Bug 42963

Summary: Kernel Oops by watchdog timer
Product: Drivers Reporter: Mate Soos (soos.mate)
Component: USBAssignee: Greg Kroah-Hartman (greg)
Status: RESOLVED INVALID    
Severity: normal    
Priority: P1    
Hardware: All   
OS: Linux   
Kernel Version: 3.2.0-1-amd64 Subsystem:
Regression: No Bisected commit-id:
Attachments: The above files, gzipped

Description Mate Soos 2012-03-19 16:36:30 UTC
Created attachment 72653 [details]
The above files, gzipped

[1.] One line summary of the problem
When unplugging a USB stick, kernel Oopses

[2.] Full description of the problem/report:
The kernel oops-ed when I pulled out an umounted 8GB USB key. This seems
to be visible in the "messages" file. All the data attached, except for
the "messages" has been produced after a reboot, since the system
hanged. Luckily, the "messages" got saved. The system after restart
should have exactly the same modules loaded as before.

[3.] Keywords (i.e., modules, networking, kernel):
USB, Kernel Ooops, Watchdog

[4.] Kernel version (from /proc/version):
$ cat
 /proc/version
Linux version 3.2.0-1-amd64 (Debian 3.2.4-1) (waldi@debian.org) (gcc
version 4.6.2 (Debian 4.6.2-12) ) #1 SMP Sun Feb 5 15:17:15 UTC 2012

It's from Debian squeeze, debian package version "linux-image-3.2.0-1-amd64"

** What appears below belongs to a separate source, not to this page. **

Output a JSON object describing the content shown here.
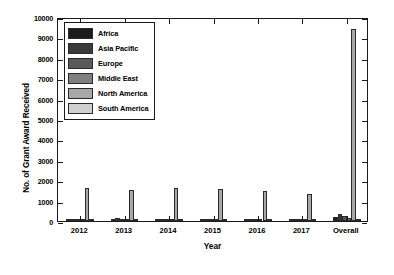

[5.] Output of Oops.. message (if applicable) with symbolic information
     resolved (see Documentation/oops-tracing.txt)
In the "messages" text file you will find these.

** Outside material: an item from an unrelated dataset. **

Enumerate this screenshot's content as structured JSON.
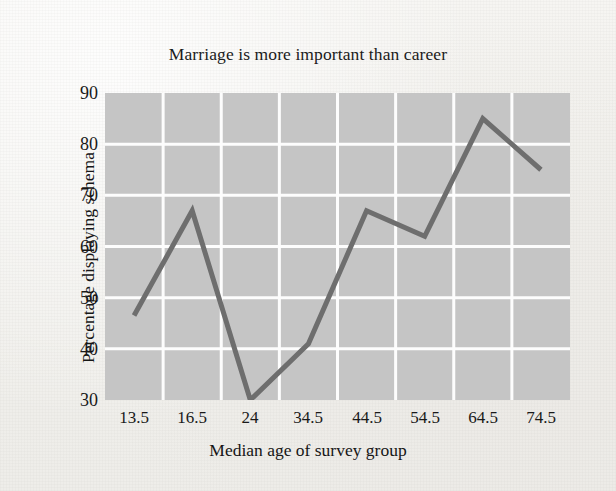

[6.] A small shell script or example program which triggers the
     problem (if possible)
Unfortunately, I can't reproduce.

[7.] Environment
[7.1.] Software (add the output of the ver_linux script here)
Attached.

[7.2.] Processor information (from /proc/cpuinfo):
Attached.

[7.3.] Module information (from /proc/modules):
Attached.

[7.4.] Loaded driver and hardware information (/proc/ioports, /proc/iomem)
Both attached.

[7.5.] PCI information ('lspci -vvv' as root)
Attached.

[7.6.] SCSI information (from /proc/scsi/scsi)
bash: /proc/scsi/scsi: No such file or directory

I hope this helps in triaging and/or resolving this bug.
Comment 1 john stultz 2012-03-19 17:27:34 UTC
The kernel logs show the kernel as tainted, due to the binary firegl driver being used here. The firegl driver also shows up in the backtrace (multiple times).

Since there's no way for us to debug issues with binary only drivers, I'm marking this bug as invalid.  If you can reproduce this issue without loading the firegl driver, we can take a closer look.